Romania’s new government is bracing for a baptism of fire as its drastic measures to slash the highest budget deficit in the EU are likely to provoke a severe backlash.
The potentially inflammatory ideas under consideration include slashing 20 percent of civil servant jobs — at least 167,000 people — ramping up value-added tax and creating a new tax on gambling.
The deficit stood at 9.3 percent of gross domestic product in 2024, and failure to haul it down could see the country’s sovereign rating downgraded. That would increase borrowing costs and potentially further widen the deficit. Romania also risks the suspension of EU regional development and post-pandemic funds.
A four-party coalition led by liberal Prime Minister Ilie Bolojan was just sworn in on June 23 — and the pushback has already begun.
Civil servants working in the building that houses the prime minister’s office on Friday protested against draft legislation that would cut bonuses and the number of extra days off for those working in dangerous conditions, Digi24 reported. The government postponed a discussion on the topic amid calls for union talks.
The European Commission asked Romania to reduce its deficit to 2.8 percent of GDP by 2030 in a draft recommendation to be discussed at a July 8 meeting of economy and finance ministers.
Getting there will be painful. In addition to slashing the civil service, new taxes on gambling and increases in excise duties are expected, according to a draft government plan.
The new government also plans to increase the tax on profits and dividends to 16 percent from 10 percent, and to raise the VAT rate on firewood and other energy products to 9 percent from 5 percent. Some other reduced VAT rates, excluding food and medicines, would increase to 19 percent.
“This correction is so extensive, so far-reaching, that pain cannot be avoided,” said Daniel Dăianu, a former finance minister who presides over the Romanian Fiscal Council, which advises the government on budget issues. He added that the balancing would be “a day of reckoning” for Romania.
The new government also plans to reevaluate investment projects, and to restrict government support programs to those that would increase exports, decrease imports and create added value.
“We have to convince Romanians, international financiers and the Commission to come together in this effort to avoid a [sovereign rating] downgrade that would trigger a more complicated and more painful situation for Romania,” Finance Minister Alexandru Nazare told reporters.
Painful reform
Ana Otilia Nuțu, a public policy analyst at the Bucharest-based Expert Forum think tank, said it was difficult for the government “to sell austerity when you see the same tired faces in government [that] people voted massively against.”
The new government comprises three of the four parties that have overseen a rise in the budget deficit over the past few years: the center-left Social Democrats, the center-right Liberals and the UDMR Hungarian minority party.
Siegfried Mureșan, a liberal member of the European Parliament, said Bolojan had demonstrated an ability to successfully manage budget cuts as mayor of the northwestern city of Oradea.
“Ilie Bolojan has a true reformist track record,” Mureșan said. “He made the institutions he led more efficient, he reduced the number of civil servants.”
Expert Forum’s Nuțu said austerity measures would be “terribly unpopular” if the government doesn’t reduce unnecessary public expenditures such as high pensions for former civil servants. “People will be very angry and we will continue to see, in the next elections, that they will blow everyone away,” she said, predicting a potential further rise in hard-right populism.
Nuțu and Dăianu pointed to efforts to collect more VAT as one area that could bring significant gains in reducing the deficit.
The gap between total potential VAT revenues and what the Romanian tax authorities collected in 2022 was €8.5 billion — or more than 30 percent of the total that could be collected, according to the latest Commission data.
“There will be a forceful intervention in this area,” said Victor Negrescu, a Social Democrat member of the European Parliament.
Romania’s tax authority needs to digitize to target evasion, he said, adding many people run unregistered economic activities and don’t pay the taxes due.
President Nicușor Dan plans to discuss tax evasion as a threat to national security with Romania’s top national security officials at a meeting on Monday.
The Fiscal Council’s Dăianu said the new government still had to produce an impact assessment of most of the measures it is considering. But in a positive scenario, these could pull Romania’s budget deficit under 8 percent of GDP by the year’s end, he predicted.
“The numbers are still approximate, but I believe Romania will avoid a downgrade,” Dăianu said.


WORK TO COMPLETE:
Each entry, as given, must be output unchanged.

EXERCISE DATA:
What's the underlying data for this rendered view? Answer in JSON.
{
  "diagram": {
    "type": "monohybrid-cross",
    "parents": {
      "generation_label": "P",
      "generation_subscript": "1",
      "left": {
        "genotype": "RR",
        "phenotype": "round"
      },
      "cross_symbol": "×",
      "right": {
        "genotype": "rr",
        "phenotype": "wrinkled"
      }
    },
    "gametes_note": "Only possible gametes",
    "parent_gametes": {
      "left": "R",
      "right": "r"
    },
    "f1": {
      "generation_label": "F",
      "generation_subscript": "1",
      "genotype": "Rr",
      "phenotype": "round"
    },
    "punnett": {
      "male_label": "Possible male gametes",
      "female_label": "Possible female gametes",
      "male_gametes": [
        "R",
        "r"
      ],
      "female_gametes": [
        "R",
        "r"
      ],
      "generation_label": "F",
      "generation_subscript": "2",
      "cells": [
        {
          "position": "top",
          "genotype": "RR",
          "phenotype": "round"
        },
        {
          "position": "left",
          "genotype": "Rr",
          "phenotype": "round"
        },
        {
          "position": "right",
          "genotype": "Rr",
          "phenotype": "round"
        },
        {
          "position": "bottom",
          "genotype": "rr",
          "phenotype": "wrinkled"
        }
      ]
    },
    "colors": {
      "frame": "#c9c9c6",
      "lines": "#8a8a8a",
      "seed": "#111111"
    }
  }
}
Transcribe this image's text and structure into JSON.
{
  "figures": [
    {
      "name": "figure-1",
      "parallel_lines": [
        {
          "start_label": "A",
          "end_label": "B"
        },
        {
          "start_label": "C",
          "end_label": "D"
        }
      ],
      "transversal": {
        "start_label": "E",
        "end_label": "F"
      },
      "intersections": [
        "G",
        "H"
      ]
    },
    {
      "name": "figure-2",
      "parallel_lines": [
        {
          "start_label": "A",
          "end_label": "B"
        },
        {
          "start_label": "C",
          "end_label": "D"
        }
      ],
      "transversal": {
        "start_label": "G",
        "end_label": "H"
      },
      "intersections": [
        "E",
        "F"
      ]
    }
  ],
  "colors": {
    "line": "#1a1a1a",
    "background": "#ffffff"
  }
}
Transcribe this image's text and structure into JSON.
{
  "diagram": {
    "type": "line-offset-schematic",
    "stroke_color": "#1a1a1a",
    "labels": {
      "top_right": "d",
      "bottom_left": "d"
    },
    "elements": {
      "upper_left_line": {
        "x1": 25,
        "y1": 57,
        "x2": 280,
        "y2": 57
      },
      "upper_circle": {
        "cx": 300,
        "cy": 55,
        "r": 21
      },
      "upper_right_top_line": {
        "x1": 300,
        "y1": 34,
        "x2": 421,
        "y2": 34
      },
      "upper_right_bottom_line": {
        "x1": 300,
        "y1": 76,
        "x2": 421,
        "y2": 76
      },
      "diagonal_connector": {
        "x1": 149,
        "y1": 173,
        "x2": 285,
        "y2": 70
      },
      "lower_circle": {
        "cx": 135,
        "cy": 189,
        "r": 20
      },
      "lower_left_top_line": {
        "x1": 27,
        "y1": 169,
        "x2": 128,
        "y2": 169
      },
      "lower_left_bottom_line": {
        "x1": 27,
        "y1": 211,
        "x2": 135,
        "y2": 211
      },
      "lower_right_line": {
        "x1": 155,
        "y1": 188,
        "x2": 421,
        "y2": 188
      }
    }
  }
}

FINISHED EXERCISE:
What's the underlying data for this rendered view? Answer in JSON.
{
  "diagram": {
    "type": "monohybrid-cross",
    "parents": {
      "generation_label": "P",
      "generation_subscript": "1",
      "left": {
        "genotype": "RR",
        "phenotype": "round"
      },
      "cross_symbol": "×",
      "right": {
        "genotype": "rr",
        "phenotype": "wrinkled"
      }
    },
    "gametes_note": "Only possible gametes",
    "parent_gametes": {
      "left": "R",
      "right": "r"
    },
    "f1": {
      "generation_label": "F",
      "generation_subscript": "1",
      "genotype": "Rr",
      "phenotype": "round"
    },
    "punnett": {
      "male_label": "Possible male gametes",
      "female_label": "Possible female gametes",
      "male_gametes": [
        "R",
        "r"
      ],
      "female_gametes": [
        "R",
        "r"
      ],
      "generation_label": "F",
      "generation_subscript": "2",
      "cells": [
        {
          "position": "top",
          "genotype": "RR",
          "phenotype": "round"
        },
        {
          "position": "left",
          "genotype": "Rr",
          "phenotype": "round"
        },
        {
          "position": "right",
          "genotype": "Rr",
          "phenotype": "round"
        },
        {
          "position": "bottom",
          "genotype": "rr",
          "phenotype": "wrinkled"
        }
      ]
    },
    "colors": {
      "frame": "#c9c9c6",
      "lines": "#8a8a8a",
      "seed": "#111111"
    }
  }
}
Transcribe this image's text and structure into JSON.
{
  "figures": [
    {
      "name": "figure-1",
      "parallel_lines": [
        {
          "start_label": "A",
          "end_label": "B"
        },
        {
          "start_label": "C",
          "end_label": "D"
        }
      ],
      "transversal": {
        "start_label": "E",
        "end_label": "F"
      },
      "intersections": [
        "G",
        "H"
      ]
    },
    {
      "name": "figure-2",
      "parallel_lines": [
        {
          "start_label": "A",
          "end_label": "B"
        },
        {
          "start_label": "C",
          "end_label": "D"
        }
      ],
      "transversal": {
        "start_label": "G",
        "end_label": "H"
      },
      "intersections": [
        "E",
        "F"
      ]
    }
  ],
  "colors": {
    "line": "#1a1a1a",
    "background": "#ffffff"
  }
}
Transcribe this image's text and structure into JSON.
{
  "diagram": {
    "type": "line-offset-schematic",
    "stroke_color": "#1a1a1a",
    "labels": {
      "top_right": "d",
      "bottom_left": "d"
    },
    "elements": {
      "upper_left_line": {
        "x1": 25,
        "y1": 57,
        "x2": 280,
        "y2": 57
      },
      "upper_circle": {
        "cx": 300,
        "cy": 55,
        "r": 21
      },
      "upper_right_top_line": {
        "x1": 300,
        "y1": 34,
        "x2": 421,
        "y2": 34
      },
      "upper_right_bottom_line": {
        "x1": 300,
        "y1": 76,
        "x2": 421,
        "y2": 76
      },
      "diagonal_connector": {
        "x1": 149,
        "y1": 173,
        "x2": 285,
        "y2": 70
      },
      "lower_circle": {
        "cx": 135,
        "cy": 189,
        "r": 20
      },
      "lower_left_top_line": {
        "x1": 27,
        "y1": 169,
        "x2": 128,
        "y2": 169
      },
      "lower_left_bottom_line": {
        "x1": 27,
        "y1": 211,
        "x2": 135,
        "y2": 211
      },
      "lower_right_line": {
        "x1": 155,
        "y1": 188,
        "x2": 421,
        "y2": 188
      }
    }
  }
}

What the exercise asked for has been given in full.